Oireachtas Joint and Select Committees

Tuesday, 16 May 2023

Joint Oireachtas Committee on Autism

Autism Policy: Discussion (Resumed)

Mr. Adam Harris:

The Senator is exactly right. I was just going to say that I know the Senator does not need anyone to explain the experiences of discrimination. I was very sorry to hear about the Senator's own experiences recently. What comes through really strongly in the report is the number of people who have experienced it. Nearly half have experienced it - well over one third - in the past 12 months. It happens in big ways and small ways. Sometimes, it is soft discrimination that cannot be pinned down. Curiously, families will find out when they want to book into the after-school club that it is booked out, but when their neighbour who has a neurotypical child calls 20 minutes later, a place is available. Sometimes it is just heartbreaking. It is the child who is never invited to a birthday party or the person who is asked to leave a venue because he or she is stimming or makes noises and people do not understand or have prejudice.

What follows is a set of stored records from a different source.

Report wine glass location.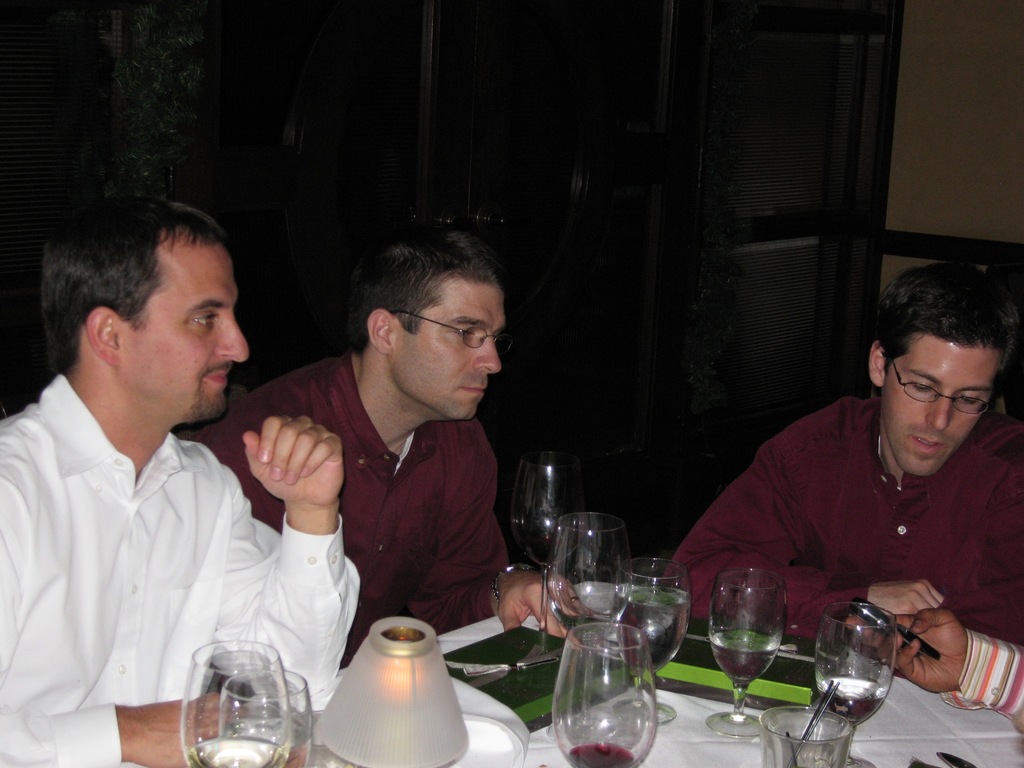
Report: detection(711, 569, 780, 742).
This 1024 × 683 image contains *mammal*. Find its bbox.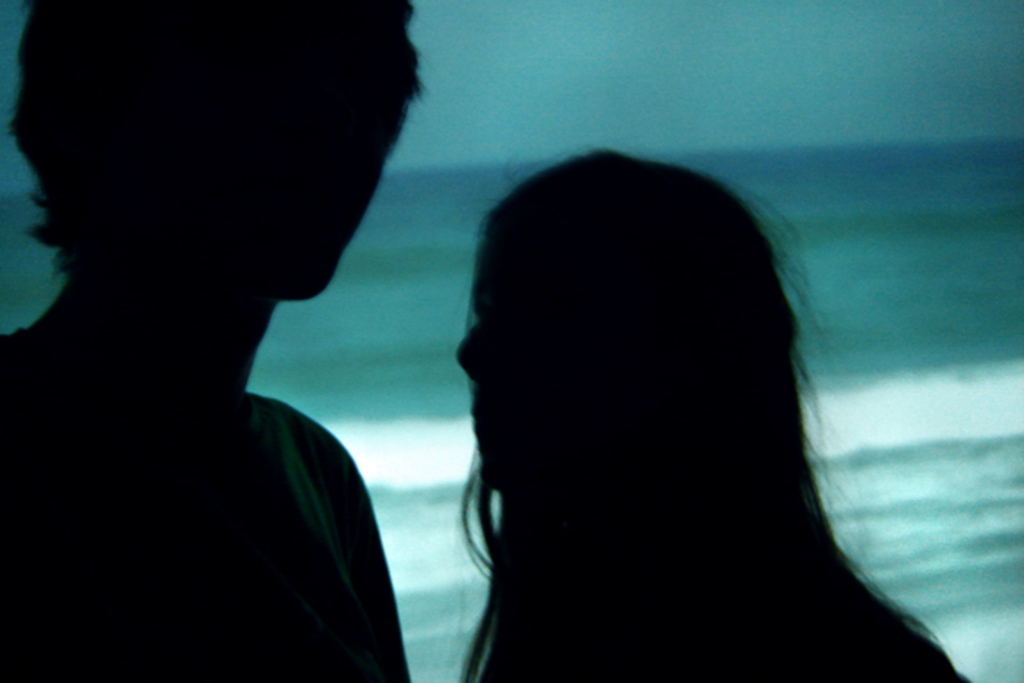
locate(464, 143, 964, 682).
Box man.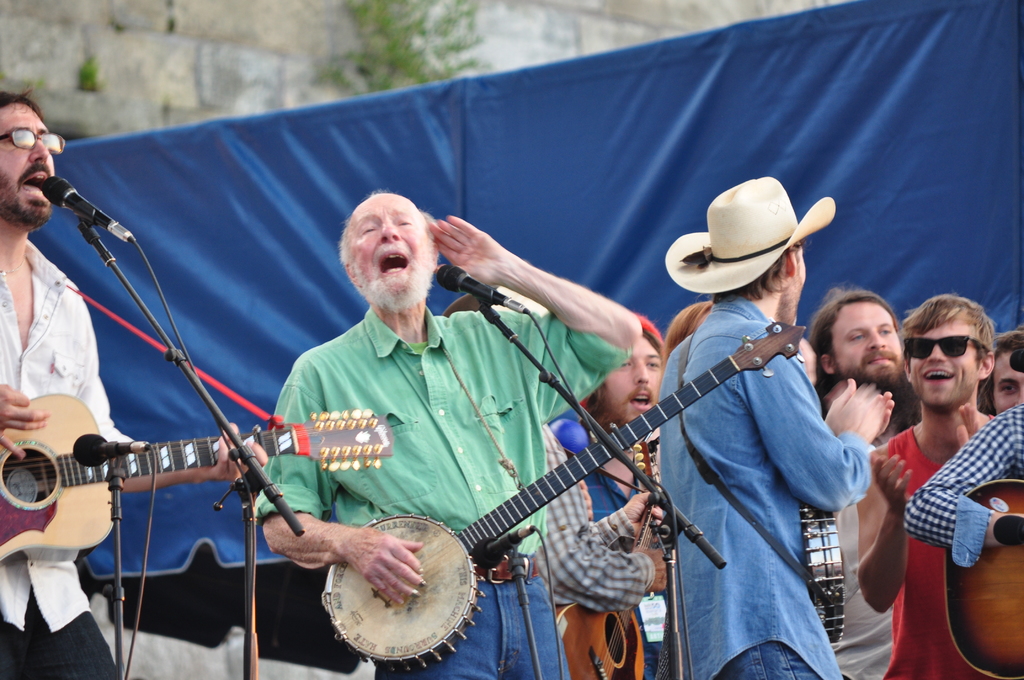
<bbox>0, 90, 270, 679</bbox>.
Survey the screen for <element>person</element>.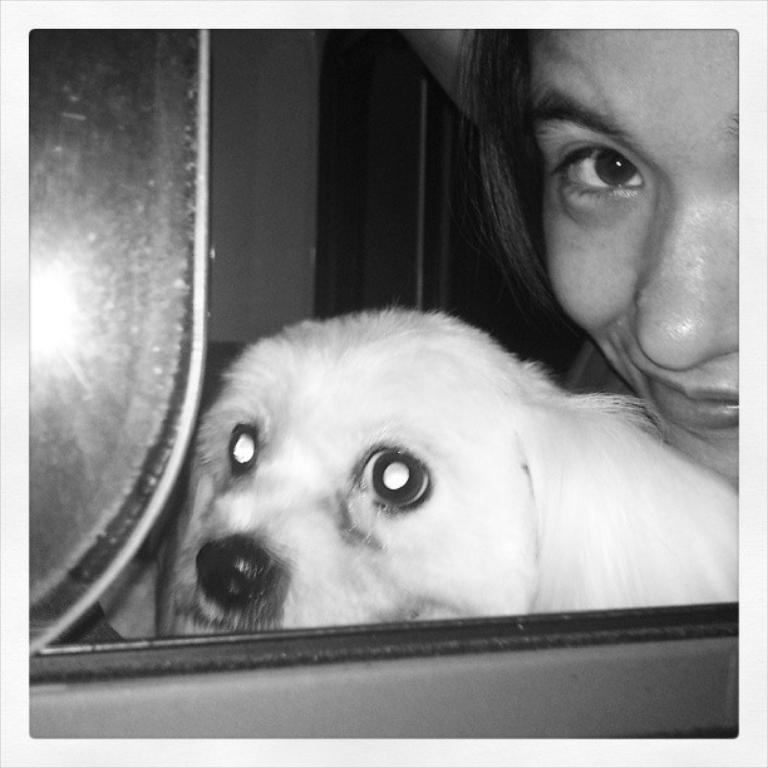
Survey found: {"x1": 405, "y1": 38, "x2": 754, "y2": 499}.
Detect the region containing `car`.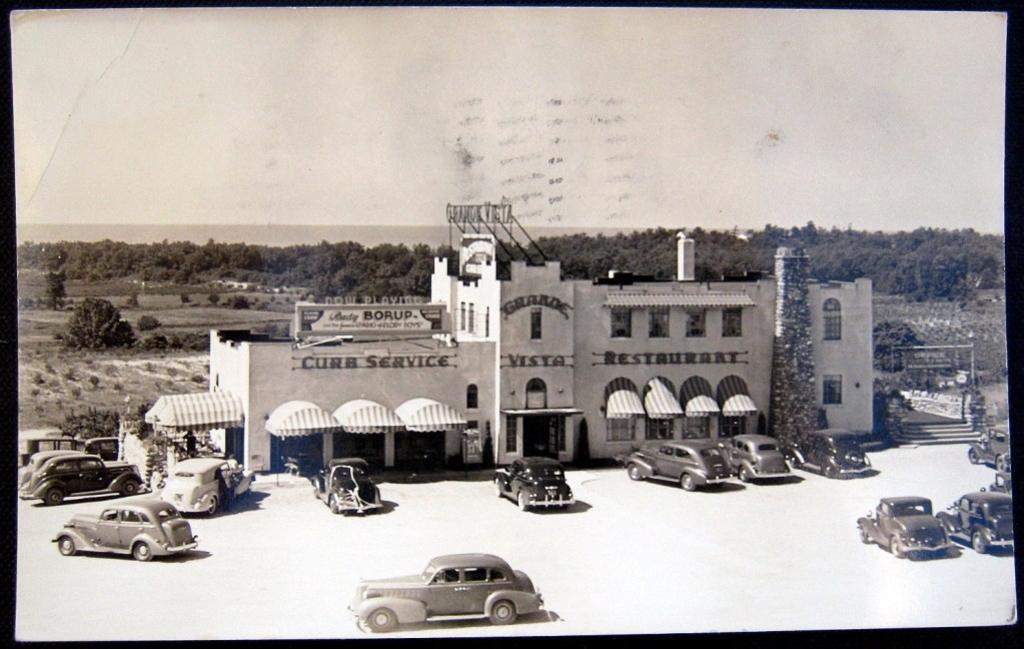
l=936, t=483, r=1023, b=560.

Some of it is structural discrimination as well. I will give two examples of that in terms of mental health services. This is very real. If an autistic person and a neurotypical person sit next to each other in school and both of them break their arm, both can go to an accident and emergency department tonight and get that resolved. If they both begin to self-harm and, statistically, the autistic young person will be more likely to do so, the autistic person cannot go to child and adolescent mental health services, CAMHS, in many instances. The bureaucracy and red tape and, really, the lack of coming to the table and taking responsibility by mental health services has been absolutely devastating for our community. It is a community of people who, when we talk about children, are 28 times more likely to consider suicide. Autistic adults without a learning disability are nine time more likely to die by suicide. It is a community of people who really need mental health care and who are locked out from receiving it. I always think it is interesting because we have heard from Government over the years that this autism diagnosis is like a golden ticket that opens doors.